In the third ballot, anti-Jackson representatives from either New Jersey or one of the New England states or another, accept reality and switch from Adams to Clay.

The future of America?

Clay, unlike Quincy Adams, is not a personal iceberg. And, there's no "corrupt bargain" being flung in the background.

He gets about half of his major "American System" ideas passed. The 1826 midterms don't swing as heavily Jacksonian as in reality. He listens enough to Vice President John Calhoun to make his Tariff of 1828 not quite as inflammatory as the Tariff of Abominations, rather writing something like the Tariff of 1832.

But, even without a "corrupt bargain," Jackson still calls for the will of the people.

Jackson wins the popular vote in 1828, but it's much narrower than the real contest. Popular vote is about 51.5-48.5, for states that record it. Clay gets six more electoral votes than Adams from the split New York delegation, wins Pennsylvania and wins Ohio, Indiana and his Kentucky homeland. That's a 69-vote swing, making ...
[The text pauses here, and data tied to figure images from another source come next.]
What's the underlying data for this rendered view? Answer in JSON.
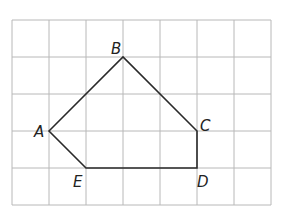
{
  "diagram": {
    "type": "polygon-on-grid",
    "grid": {
      "columns": 7,
      "rows": 5,
      "cell_px": 37,
      "origin_x": 12,
      "origin_y": 20,
      "line_color": "#b8b8b8"
    },
    "polygon": {
      "stroke": "#2a2a2a",
      "vertices": [
        "A",
        "B",
        "C",
        "D",
        "E"
      ]
    },
    "points": {
      "A": {
        "label": "A",
        "gx": 1,
        "gy": 3
      },
      "B": {
        "label": "B",
        "gx": 3,
        "gy": 1
      },
      "C": {
        "label": "C",
        "gx": 5,
        "gy": 3
      },
      "D": {
        "label": "D",
        "gx": 5,
        "gy": 4
      },
      "E": {
        "label": "E",
        "gx": 2,
        "gy": 4
      }
    }
  }
}
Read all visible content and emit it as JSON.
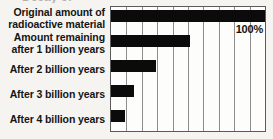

Henry Clay re-elected, but again as a minority president, with a 152-104 margin.

Clay manages to push through a 20-year renewal of the Bank of the United States' charter in his second term, thus preventing the worst of the Panic of 1837.

==

What happens in the broader political world?

Clay, unlike Andrew Johnson, deigns not to serve in the Senate afterward. He does become a national statesman of sorts, and still makes recommendations from the bench as he deems fit.

Adams retires from politics at this point. He peevishly passes on being nominated for the House in 1826, but eventually accepts re-appointment to the Senate in the future. He defends the Amistad slaves, but being in the Senate, not the House, has no gag order to protest against.

Jackson's third time is the charm. He is elected in 1832 over Calhoun, who tries to pull together some John Tyler-like amalgamation of anti-Jackson Democrats and Whigs-to-be, not jet being as much a states-righter as in reality. Calhoun fails, being seen as too elitist.

Some Jacksonians, enraged at their lion's two losses, talk of abolishing the Electoral College. But southern Jacksonians, knowing that undermines the three-fifths compromise's power, refuse. Eventually, New York Congressional leaders, motivated by how that state chooses electors, proposes the New York Compromise. It states that one elector from each state's number must come from each Congressional district. The two remainders, the "Senatorial electors," can come from anywhere in the state. In a nod to federalism, unlike New York State's law then, and Maine's and Nebraska's today, it does not require the electoral vote to be split based on House districts, but it offers a "sense of the Congress" resolution that in the name of popular democracy, that is a preferred alternative. (In reality, in 1824, New York, like South Carolina, had the state legislature choose electors in a doubly-indirect presidential voting system, but unlike South Carolina, apportioned the results by House district. Five states — Illinois, Kentucky, Maryland, Missouri and Tennessee — used electoral districts for ALL electoral votes, not just the "House electoral votes." Maine did as it does today.)

This Thirteenth Amendment, with the proviso that the idea isn't binding on states, but having the New York and Maine examples, and the quasi-example of five other states, four of them "frontier states" at the forefront of direct democracy, easily passes into law. The five states aforementioned slightly tweak their laws to follow Maine. Other states eventually follow suit.)

Jackson privately makes pledges to serve only one term if his health requires it, but actually serves two, with Martin Van Buren as his vice president.

Van Buren is elected in 1840, but schwaffles on Texas admission. Pro-Jackson Democrats call him a sellout and ram through the nomination of Polk after using the two-thirds rule to deny Van Buren renomination.

From there, counterfactual history looks similar to reality, other than that Jackson is unable to undo the renewal of the Bank of the U.S. Clay changes his mind about the Senate and accepts a special appointment, where he spearheads the Compromise of 1850. The Jackson-era Thirteenth Amendment generally forestalls further presidential election problems. Abraham Lincoln is still elected in 1860, but by a narrower margin than in reality.